MANILA, Philippines — The coronavirus pandemic will cause economic output in “developing Asia” to shrink for the first time in nearly six decades in 2020 before it makes a “swoosh-shaped’’ recovery next year, Asian Development Bank (ADB) said on Tuesday.
“Developing Asia,” which groups 45 countries in the Asia-Pacific region, is expected to contract 0.7 percent this year, ADB said, forecasting the first negative quarterly figure since 1962. Its forecast in June had reckoned on 0.1 percent growth.
The downturn cuts across the board, “with almost three-fourths of regional economies projected to contract,’’ the bank said in the latest update to its outlook.
“Most economies in the Asia and Pacific region can expect difficult growth path for the rest of 2020,” ADB chief economist Yasuyuki Sawada said in a statement.
“The economic threat posed by the COVID-19 pandemic remains potent, as extended first waves or recurring outbreaks could prompt further containment measures,” Sawada said.
Geopolitical tensions
While the pandemic remains the biggest downside risk to the region’s outlook, Sawada said in a separate media briefing “worsening geopolitical tensions” that include the trade and tech war between the United States and China, could also dent growth.
China, where the virus first emerged late last year before morphing into a pandemic that has infected more than 29 million people worldwide, was one of the few economies to buck the downward trend in the region.
After successfully beating back the disease, the world’s second largest economy is forecast to grow 1.8 percent this year and 7.7 percent in 2021, the bank said.
In contrast, India, which is one of the hardest hit countries in the world with over 4.8 million infections despite lengthy lockdowns, is expected to shrivel by 9 percent in 2020 before expanding by 8 percent next year.
As the pandemic took a toll on Southeast Asian economies, the subregion is projected to suffer a 3.8-percent slump this year, before picking up next year.
‘L-shaped recovery’
“The path and speed of economic recovery in regional economies will depend on many different factors, the most important of which is ability to control and contain the pandemic,” ADB said.
For 2021, the region is forecast to recover and grow 6.8 percent, still below pre-COVID-19 predictions, ADB said in an update of its Asian Development Outlook report.
The updated forecasts show the damage brought by the pandemic was greater than previously thought, with about three-quarters of the region’s economies forecast to slump this year.
“Thus, the regional recovery will be L-shaped or ‘swoosh-shaped’ rather than V-shaped,” the bank said, noting a prolonged pandemic was the main threat to the outlook.
The bank warned that reimposing tough virus restrictions could hamper the recovery and even trigger “financial turmoil.”
“While economies in developing Asia remain resilient, continued policy support is needed to underpin recovery,” Sawada said.
As regional economies contract this year, the number of poor people will likely rise by at least 78 million, reversing a reduction in poverty over the past three to four years, according to the report.
Inflation ‘muted’
Inflation, however, is expected to remain “muted” owing to depressed demand and lower oil prices, it said.
Another relative bright spot was trade. While the region’s exports had contracted, they had fared better than the rest of the world thanks to stronger demand for Covid-related health supplies and electronics.
Sustainable dev’t goals
The pandemic has wiped out progress on lofty goals such as ending world poverty and hunger in the next decade, but the economic damage of COVID-19 shows how badly such global development is needed, philanthropist Bill Gates said.
Across the world, the virus has deepened social and economic inequality in areas like education, pay and health-care access, Gates said in remarks accompanying Monday’s release of a global development report by the Bill & Melinda Gates Foundation.
The report outlines ways in which COVID-19 has wreaked economic damage and derailed progress on many of the global development goals adopted by the United Nations five years ago.
“The COVID-19 pandemic not only stopped progress, it kicked it backward,” said Gates, who co-founded Microsoft Corp., in a conference call with reporters.
He and his wife, Melinda, set up the philanthropic foundation in 2000. United Nations members unanimously passed 17 Sustainable Development Goals, known as SDGs, in 2015, that read like a blueprint of ambitious tasks from ending hunger and gender inequality to expanding access to education and health care. The goals had a deadline of 2030.
Inequity made worse
“The SDGs represent the values that we have for humanity as a whole,” Gates said. “The importance of the goals if anything is reinforced by the pandemic,” he said. “After all, the pandemic has in almost every dimension made inequity worse.”
The number of people living in extreme poverty had been dropping for two decades, but the coronavirus crisis has pushed nearly 37 million more into the category, the report said.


Your answer must match the records word for word and contain no pictures.

▸ **EXTRACTED ENTRIES**:
BEGIN

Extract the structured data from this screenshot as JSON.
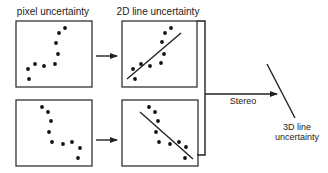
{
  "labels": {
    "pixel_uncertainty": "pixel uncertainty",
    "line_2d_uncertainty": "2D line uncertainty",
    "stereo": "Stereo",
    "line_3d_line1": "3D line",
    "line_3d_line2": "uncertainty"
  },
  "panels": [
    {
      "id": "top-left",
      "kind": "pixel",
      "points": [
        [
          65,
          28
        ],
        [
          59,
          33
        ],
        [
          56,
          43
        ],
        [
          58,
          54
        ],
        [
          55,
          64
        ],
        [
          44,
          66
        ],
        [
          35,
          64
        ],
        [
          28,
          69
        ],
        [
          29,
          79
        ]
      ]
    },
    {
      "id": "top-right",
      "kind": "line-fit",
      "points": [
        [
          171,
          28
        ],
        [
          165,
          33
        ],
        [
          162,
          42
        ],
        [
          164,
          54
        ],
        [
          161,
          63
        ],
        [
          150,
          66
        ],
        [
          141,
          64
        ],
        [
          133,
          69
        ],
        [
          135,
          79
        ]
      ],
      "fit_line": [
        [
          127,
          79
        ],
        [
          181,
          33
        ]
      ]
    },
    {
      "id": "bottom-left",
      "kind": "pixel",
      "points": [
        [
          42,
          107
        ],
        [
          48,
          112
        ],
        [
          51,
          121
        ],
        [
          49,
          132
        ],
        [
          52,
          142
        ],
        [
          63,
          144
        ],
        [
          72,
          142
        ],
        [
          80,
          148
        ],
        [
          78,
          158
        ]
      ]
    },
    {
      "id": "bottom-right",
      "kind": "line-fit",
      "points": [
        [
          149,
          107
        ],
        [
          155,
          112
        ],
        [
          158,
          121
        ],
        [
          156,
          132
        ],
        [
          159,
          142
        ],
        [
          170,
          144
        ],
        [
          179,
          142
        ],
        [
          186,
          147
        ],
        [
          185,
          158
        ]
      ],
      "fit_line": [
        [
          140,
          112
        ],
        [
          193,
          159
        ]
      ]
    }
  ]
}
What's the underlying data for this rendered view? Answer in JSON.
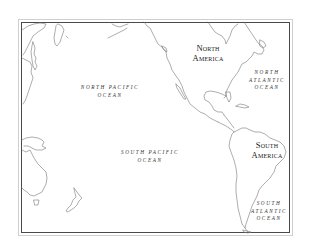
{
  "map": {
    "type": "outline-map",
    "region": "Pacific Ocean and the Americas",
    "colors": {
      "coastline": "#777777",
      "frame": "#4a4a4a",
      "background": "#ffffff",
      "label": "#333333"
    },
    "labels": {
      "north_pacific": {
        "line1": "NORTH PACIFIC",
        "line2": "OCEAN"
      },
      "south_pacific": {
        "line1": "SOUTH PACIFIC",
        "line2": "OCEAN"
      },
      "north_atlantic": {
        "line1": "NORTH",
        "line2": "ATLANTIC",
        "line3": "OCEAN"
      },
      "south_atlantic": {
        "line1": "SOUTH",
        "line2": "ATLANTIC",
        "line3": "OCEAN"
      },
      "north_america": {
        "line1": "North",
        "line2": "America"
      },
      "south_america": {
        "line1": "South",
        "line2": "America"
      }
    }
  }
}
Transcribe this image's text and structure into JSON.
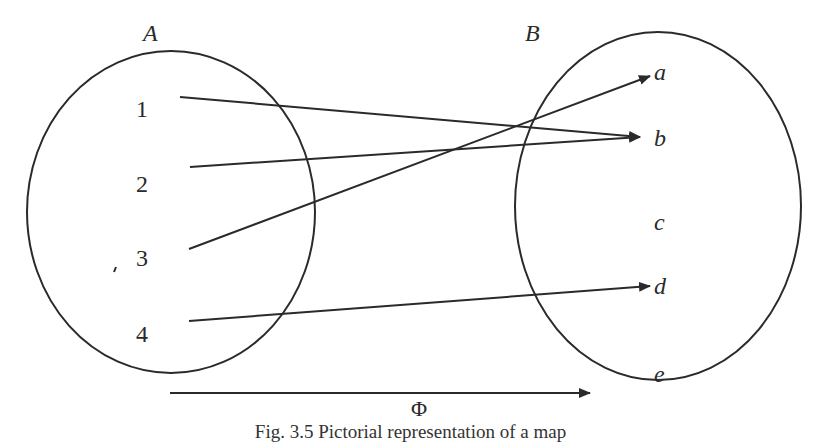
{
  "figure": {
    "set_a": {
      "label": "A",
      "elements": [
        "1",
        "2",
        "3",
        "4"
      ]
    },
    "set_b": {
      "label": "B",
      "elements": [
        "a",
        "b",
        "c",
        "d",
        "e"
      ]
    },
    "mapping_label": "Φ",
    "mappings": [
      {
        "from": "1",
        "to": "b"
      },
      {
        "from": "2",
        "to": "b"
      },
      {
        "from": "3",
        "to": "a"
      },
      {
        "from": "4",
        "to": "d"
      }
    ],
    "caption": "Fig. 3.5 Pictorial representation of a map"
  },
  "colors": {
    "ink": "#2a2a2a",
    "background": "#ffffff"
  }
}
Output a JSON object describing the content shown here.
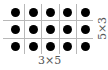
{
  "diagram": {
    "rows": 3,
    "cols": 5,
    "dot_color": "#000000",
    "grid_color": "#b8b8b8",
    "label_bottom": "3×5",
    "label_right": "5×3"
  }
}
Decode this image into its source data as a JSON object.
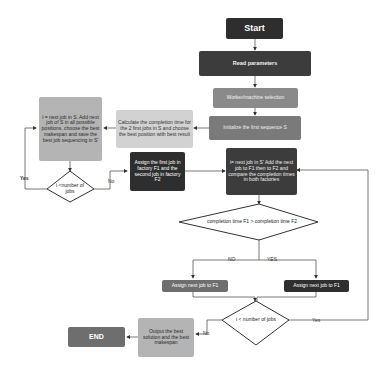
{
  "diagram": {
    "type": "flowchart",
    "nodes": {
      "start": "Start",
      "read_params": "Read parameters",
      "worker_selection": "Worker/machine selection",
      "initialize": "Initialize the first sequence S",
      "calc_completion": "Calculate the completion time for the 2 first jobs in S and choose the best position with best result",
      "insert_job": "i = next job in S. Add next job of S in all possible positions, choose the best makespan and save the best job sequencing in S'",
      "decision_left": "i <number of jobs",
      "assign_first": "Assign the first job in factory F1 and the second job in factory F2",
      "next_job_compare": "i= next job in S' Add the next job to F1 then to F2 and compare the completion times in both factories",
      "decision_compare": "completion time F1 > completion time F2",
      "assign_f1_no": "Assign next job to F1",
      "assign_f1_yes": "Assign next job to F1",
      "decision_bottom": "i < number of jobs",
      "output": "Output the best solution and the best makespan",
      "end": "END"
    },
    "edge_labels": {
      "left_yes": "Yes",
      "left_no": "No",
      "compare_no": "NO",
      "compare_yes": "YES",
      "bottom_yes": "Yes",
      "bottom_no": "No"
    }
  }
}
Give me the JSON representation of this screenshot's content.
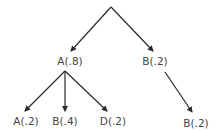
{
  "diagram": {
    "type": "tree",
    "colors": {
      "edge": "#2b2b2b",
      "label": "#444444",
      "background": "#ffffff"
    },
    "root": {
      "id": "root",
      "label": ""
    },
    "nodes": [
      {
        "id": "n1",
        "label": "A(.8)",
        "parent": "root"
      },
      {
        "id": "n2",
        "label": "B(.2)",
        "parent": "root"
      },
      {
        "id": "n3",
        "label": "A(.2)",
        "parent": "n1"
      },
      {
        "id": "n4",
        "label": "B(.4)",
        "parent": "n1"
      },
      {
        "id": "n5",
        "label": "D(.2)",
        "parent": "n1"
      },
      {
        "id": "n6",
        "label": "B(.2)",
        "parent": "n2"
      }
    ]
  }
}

END

▸ **RESPONSE BOX**:
Extract the structured data from this screenshot as JSON.
{
  "labels": {
    "pixel_uncertainty": "pixel uncertainty",
    "line_2d_uncertainty": "2D line uncertainty",
    "stereo": "Stereo",
    "line_3d_line1": "3D line",
    "line_3d_line2": "uncertainty"
  },
  "panels": [
    {
      "id": "top-left",
      "kind": "pixel",
      "points": [
        [
          65,
          28
        ],
        [
          59,
          33
        ],
        [
          56,
          43
        ],
        [
          58,
          54
        ],
        [
          55,
          64
        ],
        [
          44,
          66
        ],
        [
          35,
          64
        ],
        [
          28,
          69
        ],
        [
          29,
          79
        ]
      ]
    },
    {
      "id": "top-right",
      "kind": "line-fit",
      "points": [
        [
          171,
          28
        ],
        [
          165,
          33
        ],
        [
          162,
          42
        ],
        [
          164,
          54
        ],
        [
          161,
          63
        ],
        [
          150,
          66
        ],
        [
          141,
          64
        ],
        [
          133,
          69
        ],
        [
          135,
          79
        ]
      ],
      "fit_line": [
        [
          127,
          79
        ],
        [
          181,
          33
        ]
      ]
    },
    {
      "id": "bottom-left",
      "kind": "pixel",
      "points": [
        [
          42,
          107
        ],
        [
          48,
          112
        ],
        [
          51,
          121
        ],
        [
          49,
          132
        ],
        [
          52,
          142
        ],
        [
          63,
          144
        ],
        [
          72,
          142
        ],
        [
          80,
          148
        ],
        [
          78,
          158
        ]
      ]
    },
    {
      "id": "bottom-right",
      "kind": "line-fit",
      "points": [
        [
          149,
          107
        ],
        [
          155,
          112
        ],
        [
          158,
          121
        ],
        [
          156,
          132
        ],
        [
          159,
          142
        ],
        [
          170,
          144
        ],
        [
          179,
          142
        ],
        [
          186,
          147
        ],
        [
          185,
          158
        ]
      ],
      "fit_line": [
        [
          140,
          112
        ],
        [
          193,
          159
        ]
      ]
    }
  ]
}
What's the underlying data for this rendered view? Answer in JSON.
{
  "map": {
    "type": "outline-map",
    "region": "Pacific Ocean and the Americas",
    "colors": {
      "coastline": "#777777",
      "frame": "#4a4a4a",
      "background": "#ffffff",
      "label": "#333333"
    },
    "labels": {
      "north_pacific": {
        "line1": "NORTH PACIFIC",
        "line2": "OCEAN"
      },
      "south_pacific": {
        "line1": "SOUTH PACIFIC",
        "line2": "OCEAN"
      },
      "north_atlantic": {
        "line1": "NORTH",
        "line2": "ATLANTIC",
        "line3": "OCEAN"
      },
      "south_atlantic": {
        "line1": "SOUTH",
        "line2": "ATLANTIC",
        "line3": "OCEAN"
      },
      "north_america": {
        "line1": "North",
        "line2": "America"
      },
      "south_america": {
        "line1": "South",
        "line2": "America"
      }
    }
  }
}
Transcribe this image's text and structure into JSON.
{
  "figure": {
    "set_a": {
      "label": "A",
      "elements": [
        "1",
        "2",
        "3",
        "4"
      ]
    },
    "set_b": {
      "label": "B",
      "elements": [
        "a",
        "b",
        "c",
        "d",
        "e"
      ]
    },
    "mapping_label": "Φ",
    "mappings": [
      {
        "from": "1",
        "to": "b"
      },
      {
        "from": "2",
        "to": "b"
      },
      {
        "from": "3",
        "to": "a"
      },
      {
        "from": "4",
        "to": "d"
      }
    ],
    "caption": "Fig. 3.5 Pictorial representation of a map"
  },
  "colors": {
    "ink": "#2a2a2a",
    "background": "#ffffff"
  }
}
Output a JSON object describing the content shown here.
{
  "diagram": {
    "rows": 3,
    "cols": 5,
    "dot_color": "#000000",
    "grid_color": "#b8b8b8",
    "label_bottom": "3×5",
    "label_right": "5×3"
  }
}
Decode this image into its source data as a JSON object.
{
  "diagram": {
    "type": "flowchart",
    "nodes": {
      "start": "Start",
      "read_params": "Read parameters",
      "worker_selection": "Worker/machine selection",
      "initialize": "Initialize the first sequence S",
      "calc_completion": "Calculate the completion time for the 2 first jobs in S and choose the best position with best result",
      "insert_job": "i = next job in S. Add next job of S in all possible positions, choose the best makespan and save the best job sequencing in S'",
      "decision_left": "i <number of jobs",
      "assign_first": "Assign the first job in factory F1 and the second job in factory F2",
      "next_job_compare": "i= next job in S' Add the next job to F1 then to F2 and compare the completion times in both factories",
      "decision_compare": "completion time F1 > completion time F2",
      "assign_f1_no": "Assign next job to F1",
      "assign_f1_yes": "Assign next job to F1",
      "decision_bottom": "i < number of jobs",
      "output": "Output the best solution and the best makespan",
      "end": "END"
    },
    "edge_labels": {
      "left_yes": "Yes",
      "left_no": "No",
      "compare_no": "NO",
      "compare_yes": "YES",
      "bottom_yes": "Yes",
      "bottom_no": "No"
    }
  }
}
Give me the JSON representation of this screenshot's content.
{
  "diagram": {
    "type": "tree",
    "colors": {
      "edge": "#2b2b2b",
      "label": "#444444",
      "background": "#ffffff"
    },
    "root": {
      "id": "root",
      "label": ""
    },
    "nodes": [
      {
        "id": "n1",
        "label": "A(.8)",
        "parent": "root"
      },
      {
        "id": "n2",
        "label": "B(.2)",
        "parent": "root"
      },
      {
        "id": "n3",
        "label": "A(.2)",
        "parent": "n1"
      },
      {
        "id": "n4",
        "label": "B(.4)",
        "parent": "n1"
      },
      {
        "id": "n5",
        "label": "D(.2)",
        "parent": "n1"
      },
      {
        "id": "n6",
        "label": "B(.2)",
        "parent": "n2"
      }
    ]
  }
}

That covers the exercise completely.